I’ve heard it said that often that the most interesting thing about a story is the part that’s left out. Lately, though, at least when it comes to movies, I’ve found the most fascinating aspect of the film is in what’s been added to the original.
I’m thinking of here of films based on novels, or some other pre-existing story. The written narrative will present the tale one way. But when it is adapted, it will often be embellished – with the goal of making it more exciting on film. And when you look at the embellishments, what’s added sometimes tells another story altogether. A story that is often about the political mood of the country.
The recent film, Arrival, is a case in point. As has been covered by reviewers, the movie is an adaptation of a novella (titled “The Story of Your Life”) by the science fiction writer Ted Chiang. Chiang’s version of this tale is an elegant thought experiment, which explores the implications of a linguistic theory, known as the Sapir-Whorf hypothesis. As I remember it, the idea behind this hypothesis is that the way we communicate radically shapes the way we see reality – so much so, that people speaking different languages live, essentially, in separate worlds.
Chiang’s story enacts this concept beautifully. He imagines a first-contact scenario, where, when the aliens arrive (in the form of ships hovering in the atmosphere) no one can figure out why they’re here – or what they’re saying. The military enlists the help of a linguist to decipher their communications. In doing so (by studying the aliens’ circular writing script), she discovers a non-linear, holistic language, where time, as we know it, doesn’t exist. As she learns this language herself, her own sense of time dissolves, and she sees her own past, present and future, her entire biography, at once.
The film version of this story keeps Chiang’s narrative as its center, and does so quite skillfully. As a word-person myself, it’s a thrill to see the great Amy Adams, as hero, lecture the military brass on linguistic theory – and this, in a sci-fi blockbuster! But as I mentioned, what the movie adds is just as intriguing, especially in light of the 2016 election.
To make Chiang’s cerebral tale play more like an action flick, the movie surrounds it with another story, one involving a world crisis. In it, the Russians and Chinese are also trying to decipher the alien script. Unfortunately, they misinterpret what these beings are writing – thinking instead that the aliens are urging the nations of the world to attack each other.
Outraged, they begin to issue ultimatums, ordering the aliens out of their airspace, and they ready their atomic weapons. Luckily, the sane American linguist talks sense (in a rather dramatic way) to the head of the Chinese military, and saves the day. At this point, the aliens split.
The film ends on a utopian note. Collaborating with linguists from all the world’s nations, Adams’ character publishes a guide to learning the aliens’ language. Presumably, once we all learn its script, we will have a universal language to settle our differences in – and a new, more holistic vision of reality to boot.
The Prediction: Global vs. National
Produced well before November 2016, the film’s political subplot predicts, with great accuracy, the forces that would soon divide the U.S. electorate.
In one corner, there are the angry, suspicious nationalists – in this case, the hotheaded Russians, Chinese and more militant members of the U.S. defense forces. In the other, there are the rational cosmopolitans – Adams’ linguist, her partner, a brilliant physicist played by Jeremy Renner, and the other world’s linguists and scientists (some of whom are persecuted). They urge restraint, and a generally a cool, scientific and enlightened attitude.
The event that sets these two camps into opposition is the same one as that which rocked the recent election: the arrival of the alien other. In the movie, these “others” transgress air space; in contemporary politics, they cross borders.
As one might expect, the way the film sketches out these two sides seems hokey and caricaturist (not to mention a bit chauvinistic, in its portrayal of the U.S. as the center of the world's reason!). But cannot the same be said of our national, political communications? The Democrats promised repentance for their trade-deal friendly past. Yet, as Michael Moore predicted, they were nevertheless stereotyped as globalist and “neoliberal”, because of their track record on such issues.
And when it came to the new “America First” party, you had to wonder about the credibility of their patriotic image and rhetoric, when their candidate went around publicly wishing that the election would be hacked by a foreign power. But, apparently, the nationalistic branding worked well enough.
I wish I could believe that the film, seeing how prescient it was about the this conflict, also offered a way to resolve it. But, here, alas, Arrival seemed to get a bit Pollyanna. For to break such a deadlock, what’s needed is not just a new language – but a new politics altogether.
And that’s not the kind of thing you can get from another world.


• **Description of the task**
The entries that follow should be repeated exactly, with no pictures kept.

Recorded data:
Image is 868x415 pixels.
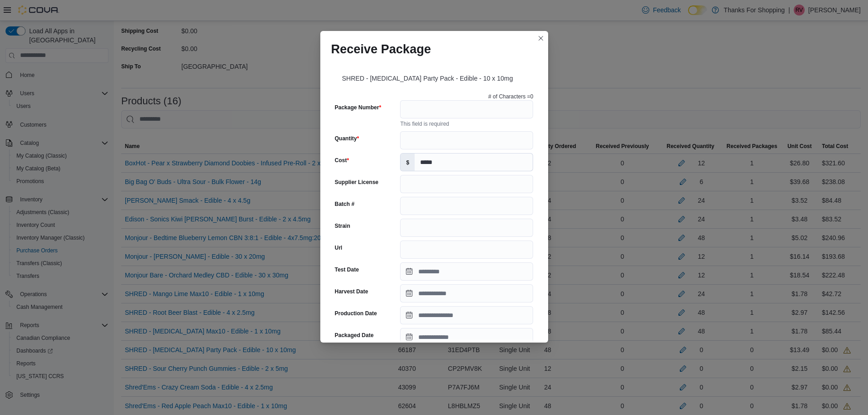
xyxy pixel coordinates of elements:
input: Press the down key to open a popover containing a calendar. [400,328,533,346]
label: Harvest Date [335,288,368,295]
label: Strain [335,223,350,230]
p: # of Characters = 0 [488,93,534,100]
label: Production Date [335,310,377,317]
div: SHRED - [MEDICAL_DATA] Party Pack - Edible - 10 x 10mg [332,64,537,89]
label: Url [335,244,343,252]
label: Batch # [335,201,355,208]
label: Quantity [335,135,359,142]
label: Test Date [335,266,359,274]
label: Packaged Date [335,332,373,339]
button: Closes this modal window [536,33,547,43]
label: Cost [335,156,349,164]
div: This field is required [400,118,533,128]
input: Press the down key to open a popover containing a calendar. [400,263,533,281]
input: Press the down key to open a popover containing a calendar. [400,284,533,303]
label: Package Number [335,104,382,111]
label: Supplier License [335,179,378,186]
input: Press the down key to open a popover containing a calendar. [400,306,533,325]
h1: Receive Package [332,42,431,56]
label: $ [400,154,415,171]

• **Output**
Image is 868x415 pixels.
xyxy pixel coordinates of elements:
input: Press the down key to open a popover containing a calendar. [400,328,533,346]
label: Harvest Date [335,288,368,295]
label: Strain [335,223,350,230]
p: # of Characters = 0 [488,93,534,100]
label: Production Date [335,310,377,317]
div: SHRED - [MEDICAL_DATA] Party Pack - Edible - 10 x 10mg [332,64,537,89]
label: Url [335,244,343,252]
label: Batch # [335,201,355,208]
label: Quantity [335,135,359,142]
label: Test Date [335,266,359,274]
label: Packaged Date [335,332,373,339]
button: Closes this modal window [536,33,547,43]
label: Cost [335,156,349,164]
div: This field is required [400,118,533,128]
input: Press the down key to open a popover containing a calendar. [400,263,533,281]
input: Press the down key to open a popover containing a calendar. [400,284,533,303]
label: Package Number [335,104,382,111]
label: Supplier License [335,179,378,186]
input: Press the down key to open a popover containing a calendar. [400,306,533,325]
h1: Receive Package [332,42,431,56]
label: $ [400,154,415,171]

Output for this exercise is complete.